I shifted, barely. The toe of her shoe grazed mine. She didn’t pull back.
For one full second I thought we’d do it. I thought I’d finally say screw it and close the space between us. I wanted to let my hands memorize her face, her waist, the slope of her hips. I thought I’d feel her sink into me like she did in every version of my dreams.
A cackle rang out. “Found you!”
Winnie burst into the space with triumph smeared all over her cheeks, her braid unraveling like a flag of war. Selenejumped, startled, and I blinked hard, the moment evaporating like steam off pavement.
“You shouldn’t hidetogether.” She laughed. “It makes it too easy to find you.”
“Win,” Selene said, breathless, pressing a hand to her chest. “You are terrifying.”
Winnie beamed like it was a compliment. “I told you I was good.”
“You were born for this,” I said, unfolding myself and stepping into the sunlight. “I’ll have to find somewhere even trickier next time. But right now I’ve got to run. I have a rescheduled game tonight.” I ruffled Winnie’s hair, and just like that the spell dissolved, but it didn’t really fade. It stayed under my skin, crackling and hot.
I caught Selene’s eye one last time as we walked back toward the porch, her hand brushing lightly against her hip like she could still feel the space where I’d almost touched her.
She moved toward her daughter with that careful ease she used when she didn’t want me to see she was flustered.
I just watched her, my hands still balled at my sides, realizing that pretending got harder by the day.
The sun had dipped lowby the time we wrapped up the game, the whole field awash in a burnt-amber glow that stuck to our skin like sap. Hayes had sweat slicked down the back of his neck and Brody was nursing a beer like he’d just run a marathon instead of half jogged through six innings. Cal was the only one still energized—too competitive to pretend it was just a small-town league game.
Collectively the team voted for tailgating in the parking lot instead of making the trek to the Lantern. We dragged lawn chairs out of the back of Hayes’s truck and let them scrape across the gravel like we were staking claim. Music played low from Hayes’s phone, all scratchy classic rock, and someone had cracked open a cooler that smelled like hops and melted ice.
I grabbed a beer, still cold enough to sting my palm, and sank into the folding chair across from Brody. The plastic sagged under my weight. It was the first time all day I felt still.
“Domestic bliss looks good on you, kid,” Hayes said with a smirk, peeling off his batting gloves with too much flair. “You’re showing up early, remembering the snacks. Was that a wet wipe I saw you use earlier?”
“The man’s folding laundry too.” Brody lifted his chin, happy to join in the teasing. “You can see it in the shoulders.”
I laughed, slow and easy, because it was better than saying what was true—that they weren’t wrong. The towels in Selene’s bathroom had creases in them from my careful folding. My boots had found a home just inside her front door.
I shrugged like I hadn’t memorized the way her mouth looked when she was half asleep and curled on the couch, pretending she wasn’t exhausted from a long day hunched over her desk. “She’s my boss,” I said.
That earned me a round of side-eyes.
“Sure, man,” Brody said, dragging the words out slowly. “Keep telling yourself that.”
“No, really,” I added, and the words felt like chewing on gravel. “I’m there for Winnie when Selene needs to work. That’s the job.”
Nobody said anything for a beat. Just the low clink of a bottle against teeth.
Then Cal said, “She definitely seems less stressed out.”
I didn’t answer, only swallowed past the gravel in my throat.
“And that,” Hayes said with a laugh as he clinked his bottle against Cal’s, “is a damn miracle. My sister has been all go and no whoa since the minute Winnie was born.” His eyes narrowed on me and I tried—and failed spectacularly—not to squirm in my seat. “What’s she paying you anyway? I’ll double it as a thank-you.”
“Uh—” I cleared a scratch in my throat. “Nothing, actually. I’m just helping out.”
“You see that?” Brody leaned in to punch my leg. “A Good Samaritan.”
Hayes’s noncommittal hum wedged in my chest. That man may have the shittiest luck alive, but it didn’t take luck to see what I was barely hiding.
I was a fucking wreck over his sister. Ever since hide-and-seek in the yard, I couldn’t stop thinking about her—us hiding behind the carriage house together. Her breath shallow. Her mouth so fucking close.
I took a pull from the bottle, swallowing around the ache that had lodged deep in my throat and hadn’t budged in weeks.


--- What needs to be done ---
Please set down every entry from the listing below, word for word.

*** Begin section ***

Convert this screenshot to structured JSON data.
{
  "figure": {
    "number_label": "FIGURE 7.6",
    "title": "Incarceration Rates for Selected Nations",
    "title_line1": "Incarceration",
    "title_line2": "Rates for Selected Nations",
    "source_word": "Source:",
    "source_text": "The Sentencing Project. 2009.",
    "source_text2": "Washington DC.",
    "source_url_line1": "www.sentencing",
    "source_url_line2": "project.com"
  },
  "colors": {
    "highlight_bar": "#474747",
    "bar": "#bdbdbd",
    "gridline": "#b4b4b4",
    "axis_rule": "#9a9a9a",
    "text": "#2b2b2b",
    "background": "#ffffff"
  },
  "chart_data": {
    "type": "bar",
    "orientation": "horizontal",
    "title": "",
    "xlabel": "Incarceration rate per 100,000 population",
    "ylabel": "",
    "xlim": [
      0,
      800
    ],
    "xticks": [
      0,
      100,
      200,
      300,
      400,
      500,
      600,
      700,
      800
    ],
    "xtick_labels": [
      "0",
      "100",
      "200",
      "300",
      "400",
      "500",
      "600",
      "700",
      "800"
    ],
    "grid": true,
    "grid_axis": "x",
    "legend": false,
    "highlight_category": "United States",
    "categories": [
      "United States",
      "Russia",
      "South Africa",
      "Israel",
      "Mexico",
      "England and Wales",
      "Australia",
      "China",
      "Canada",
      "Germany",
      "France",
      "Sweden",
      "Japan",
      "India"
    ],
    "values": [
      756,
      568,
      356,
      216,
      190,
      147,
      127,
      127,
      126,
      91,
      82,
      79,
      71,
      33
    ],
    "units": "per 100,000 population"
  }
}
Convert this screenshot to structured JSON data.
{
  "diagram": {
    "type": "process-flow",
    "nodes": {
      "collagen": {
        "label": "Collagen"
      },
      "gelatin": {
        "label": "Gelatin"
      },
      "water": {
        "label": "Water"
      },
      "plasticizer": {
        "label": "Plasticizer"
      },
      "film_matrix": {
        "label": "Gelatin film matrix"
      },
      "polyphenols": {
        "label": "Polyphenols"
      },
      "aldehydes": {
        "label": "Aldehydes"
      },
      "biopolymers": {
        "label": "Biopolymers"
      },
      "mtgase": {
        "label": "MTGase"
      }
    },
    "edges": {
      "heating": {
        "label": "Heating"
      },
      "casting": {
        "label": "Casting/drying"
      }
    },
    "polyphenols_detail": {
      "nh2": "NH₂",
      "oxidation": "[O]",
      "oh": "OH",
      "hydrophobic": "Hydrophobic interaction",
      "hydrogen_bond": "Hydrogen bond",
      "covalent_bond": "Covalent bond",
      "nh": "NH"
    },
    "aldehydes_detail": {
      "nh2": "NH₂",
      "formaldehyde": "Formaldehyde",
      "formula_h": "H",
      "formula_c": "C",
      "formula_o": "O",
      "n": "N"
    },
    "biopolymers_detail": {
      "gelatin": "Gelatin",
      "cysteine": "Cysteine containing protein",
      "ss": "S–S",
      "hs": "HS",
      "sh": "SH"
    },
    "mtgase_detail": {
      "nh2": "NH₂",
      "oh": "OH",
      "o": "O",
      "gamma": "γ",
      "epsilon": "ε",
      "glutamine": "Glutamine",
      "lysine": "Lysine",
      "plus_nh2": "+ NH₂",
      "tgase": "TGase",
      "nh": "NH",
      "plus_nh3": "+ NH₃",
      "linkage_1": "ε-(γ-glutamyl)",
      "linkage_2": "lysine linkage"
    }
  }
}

*** End section ***

--- Your response ---
Convert this screenshot to structured JSON data.
{
  "figure": {
    "number_label": "FIGURE 7.6",
    "title": "Incarceration Rates for Selected Nations",
    "title_line1": "Incarceration",
    "title_line2": "Rates for Selected Nations",
    "source_word": "Source:",
    "source_text": "The Sentencing Project. 2009.",
    "source_text2": "Washington DC.",
    "source_url_line1": "www.sentencing",
    "source_url_line2": "project.com"
  },
  "colors": {
    "highlight_bar": "#474747",
    "bar": "#bdbdbd",
    "gridline": "#b4b4b4",
    "axis_rule": "#9a9a9a",
    "text": "#2b2b2b",
    "background": "#ffffff"
  },
  "chart_data": {
    "type": "bar",
    "orientation": "horizontal",
    "title": "",
    "xlabel": "Incarceration rate per 100,000 population",
    "ylabel": "",
    "xlim": [
      0,
      800
    ],
    "xticks": [
      0,
      100,
      200,
      300,
      400,
      500,
      600,
      700,
      800
    ],
    "xtick_labels": [
      "0",
      "100",
      "200",
      "300",
      "400",
      "500",
      "600",
      "700",
      "800"
    ],
    "grid": true,
    "grid_axis": "x",
    "legend": false,
    "highlight_category": "United States",
    "categories": [
      "United States",
      "Russia",
      "South Africa",
      "Israel",
      "Mexico",
      "England and Wales",
      "Australia",
      "China",
      "Canada",
      "Germany",
      "France",
      "Sweden",
      "Japan",
      "India"
    ],
    "values": [
      756,
      568,
      356,
      216,
      190,
      147,
      127,
      127,
      126,
      91,
      82,
      79,
      71,
      33
    ],
    "units": "per 100,000 population"
  }
}
Convert this screenshot to structured JSON data.
{
  "diagram": {
    "type": "process-flow",
    "nodes": {
      "collagen": {
        "label": "Collagen"
      },
      "gelatin": {
        "label": "Gelatin"
      },
      "water": {
        "label": "Water"
      },
      "plasticizer": {
        "label": "Plasticizer"
      },
      "film_matrix": {
        "label": "Gelatin film matrix"
      },
      "polyphenols": {
        "label": "Polyphenols"
      },
      "aldehydes": {
        "label": "Aldehydes"
      },
      "biopolymers": {
        "label": "Biopolymers"
      },
      "mtgase": {
        "label": "MTGase"
      }
    },
    "edges": {
      "heating": {
        "label": "Heating"
      },
      "casting": {
        "label": "Casting/drying"
      }
    },
    "polyphenols_detail": {
      "nh2": "NH₂",
      "oxidation": "[O]",
      "oh": "OH",
      "hydrophobic": "Hydrophobic interaction",
      "hydrogen_bond": "Hydrogen bond",
      "covalent_bond": "Covalent bond",
      "nh": "NH"
    },
    "aldehydes_detail": {
      "nh2": "NH₂",
      "formaldehyde": "Formaldehyde",
      "formula_h": "H",
      "formula_c": "C",
      "formula_o": "O",
      "n": "N"
    },
    "biopolymers_detail": {
      "gelatin": "Gelatin",
      "cysteine": "Cysteine containing protein",
      "ss": "S–S",
      "hs": "HS",
      "sh": "SH"
    },
    "mtgase_detail": {
      "nh2": "NH₂",
      "oh": "OH",
      "o": "O",
      "gamma": "γ",
      "epsilon": "ε",
      "glutamine": "Glutamine",
      "lysine": "Lysine",
      "plus_nh2": "+ NH₂",
      "tgase": "TGase",
      "nh": "NH",
      "plus_nh3": "+ NH₃",
      "linkage_1": "ε-(γ-glutamyl)",
      "linkage_2": "lysine linkage"
    }
  }
}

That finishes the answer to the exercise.